Don’t Give Guantánamo to Castro
Last month, I traveled to the US naval base at Guantánamo Bay (GTMO) to see the Joint Task Force’s (JTF) detention facilities and to receive a briefing on detainee issues from the JTF commander. I am the second person in my family to have visited GTMO. My father deployed to the base as a young Marine Corps officer during the Cuban Missile Crisis.
GTMO is the oldest American base overseas and the only US base in a Communist country. It is strategically located on the southeast corner of Cuba near the entrance of the Windward Passage, the strait that separates Cuba from Hispaniola. GTMO is a mere four hundred miles south of Miami. Through two world wars and the Cold War, GTMO has been a key to American control of sea lanes in the Caribbean that lead to the Panama Canal. In addition to its current role in the war on terror, the base allowed the United States to deal effectively with both the Cuban and Haitian refugee crises in the 1990s. GTMO continues to provide key support to the US Coast Guard’s drug interdiction efforts in the region as it regularly hosts and supplies Coast Guard cutters and air crews during their patrols.
Cuba and the United States entered into the original base lease in 1903; it was reaffirmed in the Treaty of Relations ratified by Cuba and the United States in 1934. The United States pays Cuba $4,085 per year to lease the property and keeps the bay’s waterway dredged to allow commercial shipping to reach the Cuban commercial ports in the Ensenada de Joa. The lease can only be terminated with the agreement of both the United States and Cuba.
This article was originally published on Newsmax.com, November 11, 2009.
On his first day of office, January 22, 2009, President Barack Obama signed an executive order mandating the closure—within one year—of detention facilities for enemy combatants being held at GTMO. The order was issued notwithstanding the facts that most of the remaining detainees at GTMO are unrepentant terrorists and the conditions of their confinement are excellent, in full compliance with America’s international treaty obligations, which are monitored by the International Committee of the Red Cross.
With the deadline for closing GTMO less than four months away, Congress has not yet approved funding for the move and a new site for these dangerous detainees has not yet been selected. Nevertheless, it is widely believed that at least a substantial number of the detainees will be moved to the United States by the president’s deadline. Although time is short to plan and execute such a complicated logistics operation, our military will salute smartly and figure out a way to make it happen.
Having won the battle to close the detention facilities and to transfer the detainees to the United States, the left has now moved to its end game with respect to GTMO. It is demanding that our naval base be handed over to the Castro brothers’ regime. On January 28, the Castros’ mouthpiece, Cuban Foreign Minister Pérez Roque, told the Agence France-Presse that Cuba “expects that Obama’s decision to close down the Guantanamo prison camp ‘is [to be] followed by the decision to close down the base and return that territory to the Cubans,’ a base that the United States ‘really does not need for its security and defense.’”
Following Cuba’s lead, liberal bloggers are clamoring that the base be abandoned. John Peeler in the LA Progressive claims our base is a “symbol of arrogant lawlessness” and is “a metaphor for Yankee imperialism,” which “has outraged Latin Americans for over a century.” On the MyDD blog, Charles Lemos argues that it is “time to unwind an empire the United States should have never acquired in the first place. Moreover, the lease of Guantánamo Bay is likely illegal under international law.”
Such cliché claims are simply not true. Chavez, Morales, and Zelaya will not abandon their hatred of America if we appease the Castros by handing over our base. They will only be emboldened to demand that we further appease them as they continue to dismantle the rule of law in Venezuela and Bolivia and attempt to do so in Honduras. Nor is there any legitimate basis for claiming that the US base violates international law. America has scrupulously abided by its treaty with Cuba that was signed, on our part, by President Franklin Delano Roosevelt. As to charges about imperialism, the handful of Cubans currently on the base are those who worked there when Castro took over the island and, not surprisingly, do not want to go back, as well as those refugees that were able to dodge the bullets of Cuban frontier guards and swim to the base in a desperate attempt to gain their freedom.
As soon as the detainees make it to the continental United States, watch the liberal blogosphere buzz with claims of “people will like us more” if we leave and America is violating “international law” as the campaign to force the abandonment of GTMO heats up. Such charges are not true. But essentially the same assertions were not true with respect to the detainee issue either. They worked once, so the Castros and the left will use the same playbook again. For the security of the United States and for the benefit of the rest of the democracies in our hemisphere, let us hope that they do not.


◆ WORK REQUIRED ◆
Write down nothing except how many lines in the entries contain "meiner".

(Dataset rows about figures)
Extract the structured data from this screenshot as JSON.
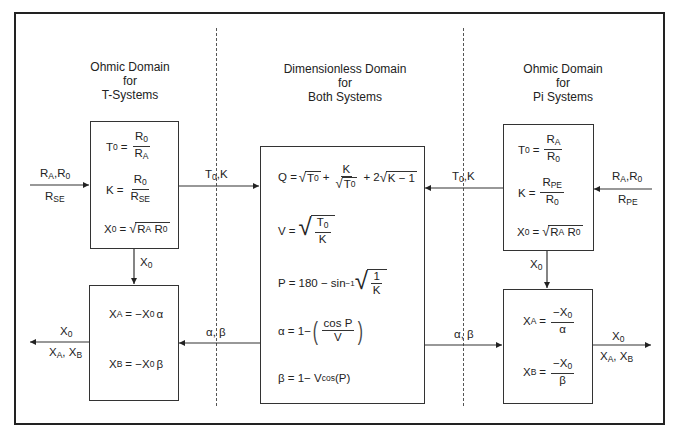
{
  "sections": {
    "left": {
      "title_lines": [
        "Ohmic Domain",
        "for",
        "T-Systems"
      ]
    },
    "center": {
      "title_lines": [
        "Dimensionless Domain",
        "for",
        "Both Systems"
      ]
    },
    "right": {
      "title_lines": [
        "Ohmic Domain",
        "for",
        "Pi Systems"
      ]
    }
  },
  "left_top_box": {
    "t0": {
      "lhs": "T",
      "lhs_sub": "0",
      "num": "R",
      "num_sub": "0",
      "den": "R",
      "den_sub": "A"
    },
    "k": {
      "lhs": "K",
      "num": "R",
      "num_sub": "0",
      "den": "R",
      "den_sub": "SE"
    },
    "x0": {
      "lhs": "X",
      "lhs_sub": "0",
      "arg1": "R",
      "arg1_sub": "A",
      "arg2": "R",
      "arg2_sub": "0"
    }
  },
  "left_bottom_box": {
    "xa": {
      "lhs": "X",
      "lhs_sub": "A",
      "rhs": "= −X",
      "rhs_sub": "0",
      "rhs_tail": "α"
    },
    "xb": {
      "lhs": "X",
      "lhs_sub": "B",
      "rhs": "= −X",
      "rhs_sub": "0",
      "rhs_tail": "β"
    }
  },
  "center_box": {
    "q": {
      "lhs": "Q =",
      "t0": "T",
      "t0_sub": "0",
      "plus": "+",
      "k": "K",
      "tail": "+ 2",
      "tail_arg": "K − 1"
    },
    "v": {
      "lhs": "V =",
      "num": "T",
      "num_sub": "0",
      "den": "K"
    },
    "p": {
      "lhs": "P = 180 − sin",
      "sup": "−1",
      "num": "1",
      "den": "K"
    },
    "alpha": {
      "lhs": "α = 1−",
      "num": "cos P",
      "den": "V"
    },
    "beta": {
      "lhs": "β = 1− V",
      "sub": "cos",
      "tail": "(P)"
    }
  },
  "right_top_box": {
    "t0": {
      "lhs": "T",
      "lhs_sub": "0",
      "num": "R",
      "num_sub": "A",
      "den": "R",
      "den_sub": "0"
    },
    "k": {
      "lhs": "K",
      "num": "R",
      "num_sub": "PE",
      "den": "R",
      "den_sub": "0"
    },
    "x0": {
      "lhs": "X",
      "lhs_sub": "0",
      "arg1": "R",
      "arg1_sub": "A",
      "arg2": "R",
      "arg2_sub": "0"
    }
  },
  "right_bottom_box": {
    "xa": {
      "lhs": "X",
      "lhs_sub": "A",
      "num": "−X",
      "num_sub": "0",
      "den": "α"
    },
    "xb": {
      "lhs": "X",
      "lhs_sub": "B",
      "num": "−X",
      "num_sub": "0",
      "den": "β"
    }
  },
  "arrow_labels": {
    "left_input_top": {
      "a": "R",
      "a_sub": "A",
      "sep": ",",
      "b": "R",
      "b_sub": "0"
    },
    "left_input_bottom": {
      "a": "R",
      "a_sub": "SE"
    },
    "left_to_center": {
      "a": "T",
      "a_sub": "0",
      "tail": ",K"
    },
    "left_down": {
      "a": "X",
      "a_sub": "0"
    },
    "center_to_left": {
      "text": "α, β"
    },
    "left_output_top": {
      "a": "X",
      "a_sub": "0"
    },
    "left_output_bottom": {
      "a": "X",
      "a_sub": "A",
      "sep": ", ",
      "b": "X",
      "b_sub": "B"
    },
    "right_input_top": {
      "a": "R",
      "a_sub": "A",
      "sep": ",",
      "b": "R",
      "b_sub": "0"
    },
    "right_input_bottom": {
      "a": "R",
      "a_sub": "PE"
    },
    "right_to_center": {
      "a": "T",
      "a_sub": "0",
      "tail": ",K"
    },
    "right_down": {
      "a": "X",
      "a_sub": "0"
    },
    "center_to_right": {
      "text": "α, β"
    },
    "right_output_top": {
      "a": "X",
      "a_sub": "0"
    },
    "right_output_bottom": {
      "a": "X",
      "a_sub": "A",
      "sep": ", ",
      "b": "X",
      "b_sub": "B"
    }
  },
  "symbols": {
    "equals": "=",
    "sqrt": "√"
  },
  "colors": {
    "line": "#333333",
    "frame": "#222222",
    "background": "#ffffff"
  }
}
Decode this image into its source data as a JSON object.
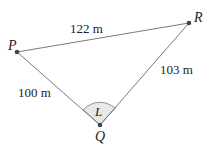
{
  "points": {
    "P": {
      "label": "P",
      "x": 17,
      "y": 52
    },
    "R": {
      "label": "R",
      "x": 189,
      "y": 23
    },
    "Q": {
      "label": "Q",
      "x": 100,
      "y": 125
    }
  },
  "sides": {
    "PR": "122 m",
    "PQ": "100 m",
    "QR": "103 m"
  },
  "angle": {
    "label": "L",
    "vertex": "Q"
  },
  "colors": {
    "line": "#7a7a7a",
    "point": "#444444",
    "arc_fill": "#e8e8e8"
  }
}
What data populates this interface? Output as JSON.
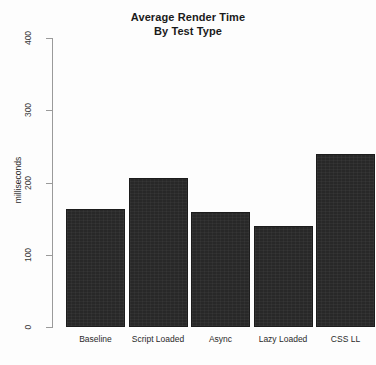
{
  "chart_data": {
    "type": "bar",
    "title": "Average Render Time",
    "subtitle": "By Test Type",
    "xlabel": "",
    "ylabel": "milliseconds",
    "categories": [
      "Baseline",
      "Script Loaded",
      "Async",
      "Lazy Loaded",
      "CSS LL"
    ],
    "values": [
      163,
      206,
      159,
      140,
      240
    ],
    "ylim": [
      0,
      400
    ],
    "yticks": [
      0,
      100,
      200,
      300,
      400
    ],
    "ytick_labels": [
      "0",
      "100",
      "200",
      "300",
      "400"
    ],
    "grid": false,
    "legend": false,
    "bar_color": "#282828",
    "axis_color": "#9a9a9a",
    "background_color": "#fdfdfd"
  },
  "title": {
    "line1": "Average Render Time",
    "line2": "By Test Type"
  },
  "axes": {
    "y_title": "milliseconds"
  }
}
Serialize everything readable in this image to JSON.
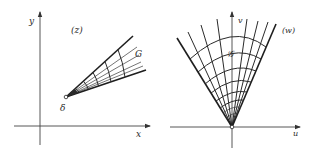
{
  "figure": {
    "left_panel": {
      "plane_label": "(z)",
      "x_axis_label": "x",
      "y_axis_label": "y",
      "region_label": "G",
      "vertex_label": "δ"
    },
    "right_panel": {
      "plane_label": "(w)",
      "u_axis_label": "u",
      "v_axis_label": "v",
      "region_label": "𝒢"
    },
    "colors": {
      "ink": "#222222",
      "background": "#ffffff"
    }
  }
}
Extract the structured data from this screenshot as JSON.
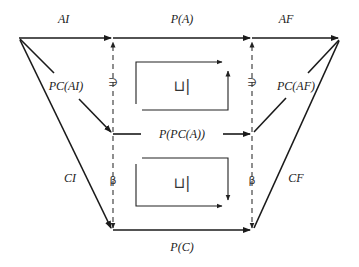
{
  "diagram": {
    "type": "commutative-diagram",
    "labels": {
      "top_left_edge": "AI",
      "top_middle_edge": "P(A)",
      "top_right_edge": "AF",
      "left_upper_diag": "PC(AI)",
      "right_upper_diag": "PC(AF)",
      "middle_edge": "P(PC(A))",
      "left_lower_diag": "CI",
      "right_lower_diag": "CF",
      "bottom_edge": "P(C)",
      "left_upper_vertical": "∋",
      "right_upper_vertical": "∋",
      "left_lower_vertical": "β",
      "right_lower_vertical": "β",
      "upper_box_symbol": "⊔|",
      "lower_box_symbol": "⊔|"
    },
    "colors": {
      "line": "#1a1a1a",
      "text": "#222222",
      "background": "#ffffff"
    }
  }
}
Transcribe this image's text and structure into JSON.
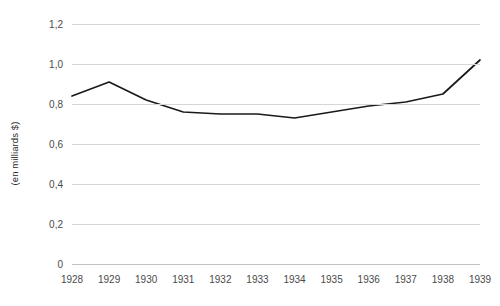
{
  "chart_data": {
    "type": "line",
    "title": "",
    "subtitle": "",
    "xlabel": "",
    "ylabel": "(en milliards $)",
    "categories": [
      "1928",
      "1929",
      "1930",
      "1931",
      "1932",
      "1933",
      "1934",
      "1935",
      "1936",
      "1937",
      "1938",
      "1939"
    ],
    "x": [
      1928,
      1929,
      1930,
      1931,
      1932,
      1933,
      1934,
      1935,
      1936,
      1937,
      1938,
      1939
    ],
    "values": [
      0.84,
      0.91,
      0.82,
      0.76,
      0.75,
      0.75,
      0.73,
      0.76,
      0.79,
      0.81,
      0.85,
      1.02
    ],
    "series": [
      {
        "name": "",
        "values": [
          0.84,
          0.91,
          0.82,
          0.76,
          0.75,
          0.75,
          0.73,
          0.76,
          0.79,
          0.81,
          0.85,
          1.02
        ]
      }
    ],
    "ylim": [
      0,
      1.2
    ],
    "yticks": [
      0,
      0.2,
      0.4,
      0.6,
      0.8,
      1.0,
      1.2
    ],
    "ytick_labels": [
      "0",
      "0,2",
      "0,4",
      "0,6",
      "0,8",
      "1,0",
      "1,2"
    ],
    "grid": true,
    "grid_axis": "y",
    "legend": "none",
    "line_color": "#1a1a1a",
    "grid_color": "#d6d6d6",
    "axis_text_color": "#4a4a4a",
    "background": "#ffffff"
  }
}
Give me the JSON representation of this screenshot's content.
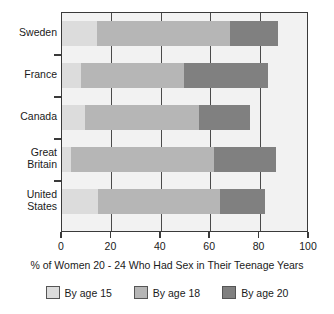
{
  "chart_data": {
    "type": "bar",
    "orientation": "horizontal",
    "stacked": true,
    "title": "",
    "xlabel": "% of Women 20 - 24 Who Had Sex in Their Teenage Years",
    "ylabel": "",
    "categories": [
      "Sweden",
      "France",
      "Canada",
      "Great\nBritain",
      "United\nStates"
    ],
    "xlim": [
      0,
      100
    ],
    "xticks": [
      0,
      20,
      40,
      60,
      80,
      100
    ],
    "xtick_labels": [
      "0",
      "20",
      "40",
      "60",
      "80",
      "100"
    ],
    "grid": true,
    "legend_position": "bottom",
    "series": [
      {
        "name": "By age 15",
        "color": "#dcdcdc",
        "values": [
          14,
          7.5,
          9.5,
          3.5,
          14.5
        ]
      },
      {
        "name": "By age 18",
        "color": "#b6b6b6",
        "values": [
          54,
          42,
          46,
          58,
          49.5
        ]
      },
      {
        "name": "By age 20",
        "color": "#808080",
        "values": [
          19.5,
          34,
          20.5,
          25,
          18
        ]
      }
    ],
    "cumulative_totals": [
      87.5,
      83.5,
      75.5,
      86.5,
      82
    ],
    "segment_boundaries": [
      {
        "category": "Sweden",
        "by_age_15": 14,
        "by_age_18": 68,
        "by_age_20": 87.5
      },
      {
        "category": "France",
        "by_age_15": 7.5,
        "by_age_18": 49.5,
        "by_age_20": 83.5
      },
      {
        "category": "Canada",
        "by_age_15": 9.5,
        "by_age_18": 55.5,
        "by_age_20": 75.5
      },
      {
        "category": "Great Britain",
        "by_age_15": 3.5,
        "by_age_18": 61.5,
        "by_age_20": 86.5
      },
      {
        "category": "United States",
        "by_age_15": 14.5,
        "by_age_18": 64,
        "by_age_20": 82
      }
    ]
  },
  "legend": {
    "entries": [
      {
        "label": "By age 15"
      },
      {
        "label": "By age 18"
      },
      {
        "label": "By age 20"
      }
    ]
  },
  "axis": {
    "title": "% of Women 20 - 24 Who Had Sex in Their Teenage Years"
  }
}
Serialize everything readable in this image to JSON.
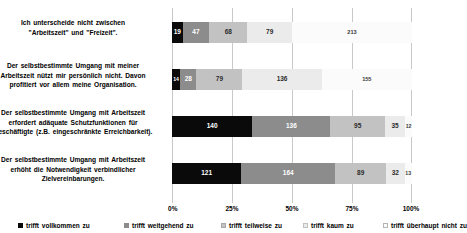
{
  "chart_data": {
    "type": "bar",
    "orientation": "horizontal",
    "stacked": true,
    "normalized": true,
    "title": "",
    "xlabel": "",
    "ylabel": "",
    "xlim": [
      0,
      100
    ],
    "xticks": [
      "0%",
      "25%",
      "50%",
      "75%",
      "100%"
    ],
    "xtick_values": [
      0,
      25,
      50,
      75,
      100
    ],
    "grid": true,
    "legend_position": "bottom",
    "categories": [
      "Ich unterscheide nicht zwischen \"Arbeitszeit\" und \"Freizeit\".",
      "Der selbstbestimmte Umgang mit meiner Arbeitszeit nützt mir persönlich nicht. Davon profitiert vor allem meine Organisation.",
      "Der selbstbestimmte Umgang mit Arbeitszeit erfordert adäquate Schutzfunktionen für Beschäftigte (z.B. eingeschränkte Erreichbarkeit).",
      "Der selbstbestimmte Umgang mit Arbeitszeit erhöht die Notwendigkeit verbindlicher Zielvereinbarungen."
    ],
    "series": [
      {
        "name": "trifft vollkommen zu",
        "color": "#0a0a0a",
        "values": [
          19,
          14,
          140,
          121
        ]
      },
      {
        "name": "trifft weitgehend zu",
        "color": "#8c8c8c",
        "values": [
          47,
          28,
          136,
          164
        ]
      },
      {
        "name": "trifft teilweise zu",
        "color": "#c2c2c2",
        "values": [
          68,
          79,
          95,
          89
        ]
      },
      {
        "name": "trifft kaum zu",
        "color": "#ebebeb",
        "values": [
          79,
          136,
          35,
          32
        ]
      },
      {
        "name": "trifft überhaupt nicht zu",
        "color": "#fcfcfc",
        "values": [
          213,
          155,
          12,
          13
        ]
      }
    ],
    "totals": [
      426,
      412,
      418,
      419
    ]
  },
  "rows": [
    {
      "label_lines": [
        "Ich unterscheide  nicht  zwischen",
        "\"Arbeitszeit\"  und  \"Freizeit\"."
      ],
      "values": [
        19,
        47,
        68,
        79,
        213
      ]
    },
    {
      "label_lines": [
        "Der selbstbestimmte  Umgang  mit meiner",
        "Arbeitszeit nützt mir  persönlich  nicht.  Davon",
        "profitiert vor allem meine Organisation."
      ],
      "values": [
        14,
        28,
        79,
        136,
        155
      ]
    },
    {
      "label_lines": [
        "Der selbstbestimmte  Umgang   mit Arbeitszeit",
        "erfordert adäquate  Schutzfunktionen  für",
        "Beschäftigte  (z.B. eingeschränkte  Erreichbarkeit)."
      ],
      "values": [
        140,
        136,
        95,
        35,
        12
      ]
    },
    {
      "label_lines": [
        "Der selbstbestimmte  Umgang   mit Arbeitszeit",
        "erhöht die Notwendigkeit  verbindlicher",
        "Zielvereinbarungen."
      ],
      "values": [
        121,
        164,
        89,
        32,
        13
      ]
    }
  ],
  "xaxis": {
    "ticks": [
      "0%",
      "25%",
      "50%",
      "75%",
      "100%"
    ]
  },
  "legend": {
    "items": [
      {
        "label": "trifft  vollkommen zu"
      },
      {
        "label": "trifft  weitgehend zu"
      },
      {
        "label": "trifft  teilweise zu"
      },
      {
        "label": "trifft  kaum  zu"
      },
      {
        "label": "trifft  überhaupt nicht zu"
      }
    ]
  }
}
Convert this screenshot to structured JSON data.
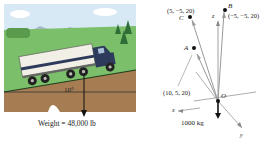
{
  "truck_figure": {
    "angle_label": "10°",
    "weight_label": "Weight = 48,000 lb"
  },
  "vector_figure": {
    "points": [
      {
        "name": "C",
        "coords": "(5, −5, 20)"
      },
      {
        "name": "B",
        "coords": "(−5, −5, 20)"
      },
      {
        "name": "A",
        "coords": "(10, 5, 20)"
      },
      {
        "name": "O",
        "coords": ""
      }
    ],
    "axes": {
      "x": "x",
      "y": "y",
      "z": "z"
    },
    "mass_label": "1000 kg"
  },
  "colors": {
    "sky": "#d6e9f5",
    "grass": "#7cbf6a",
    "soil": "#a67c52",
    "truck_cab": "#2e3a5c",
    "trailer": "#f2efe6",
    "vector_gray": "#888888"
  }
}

◆ THE COMPLETED TASK ◆
2